Lake Balaton, Hungary

With surface area of 367 square miles, Lake Balaton is the largest lake in Central Europe. Because Hungary is landlocked, it’s been often referred to us the Hungarian Sea by the locals. But to the three of us visiting the lake… we’d just say that it was “ehh”.

Maybe it’s the fact that I lived 30 minutes away from the beach in L.A., or that I’ve seen beautiful lakes in the high Sierras in California, or that even Poland has a lot of small but quite nice lakes all around. But for some reason neither of us was really impressed by the Balaton Lake. We felt weird about that because everyone we had spoken to prior to the trip really encouraged us to stop by the Balaton. Maybe we did something wrong?

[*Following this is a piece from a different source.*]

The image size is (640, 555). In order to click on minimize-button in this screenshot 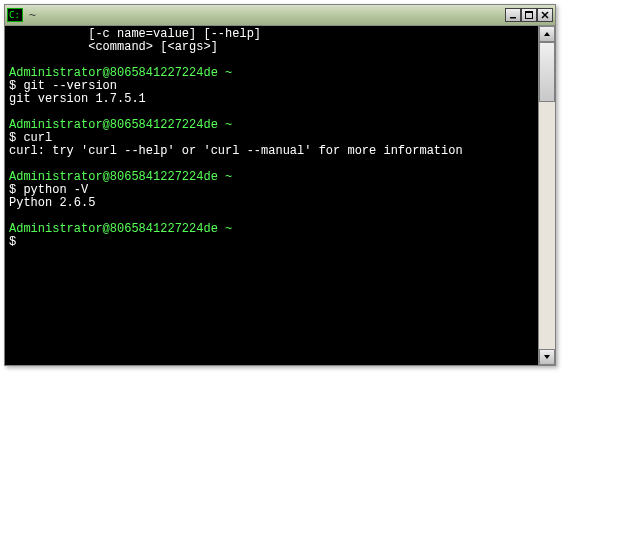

The lake is about 150km south east of Budapest. We didn’t know which shore of the lake we should stay at, so we decided to drive along the south shore, and then took a fairy across to the north. The two have completely different microclimates and even the beaches are supposedly different as well. On the south shore, the water is very shallow, we’re talking knee deep for about a half a mile in, and then only getting slightly deeper after that. On the north, it gets to about 8 feet deep fairly quickly but then again we wouldn’t know because we never even got in the water.

We stayed at a random camp site, one of many lined all around the lake. To rent a camp site was only about $4 dollars cheaper than it was to rent an entire 4 person tent, with mattresses, fridge, electricity, all while not moving a finger to set up. We decided that was the best option for us.

That evening we saw Germany lose to Spain in the World Cup semi finals in the local bar, where German tourists yelled excessively at the small TV every time a German player would mess up. Karolina and I tried to take some night photos with a tripod on the dock, but that turned out to be a mistake. While the camera was setup perfectly still, and the tripod itself wasn’t moving, we were both jumping around while swathing the thousands of mosquitos that attacked us the second we stepped onto the dock. I have never seen that many mosquitos all at once, literally a black cloud all around us. Inadvertently, through our jumping around, the whole dock started to move thus making any still photography impossible. Here’s the only photo that we managed to take that evening.

We were supposed to spend 2 nights at the Balaton, but after just one we decided to keep on driving. There was nothing at the Balaton to keep us there any longer, and unlike the people with camper trailers that clearly have been there for weeks already, we still had a lot of places to see ahead of us.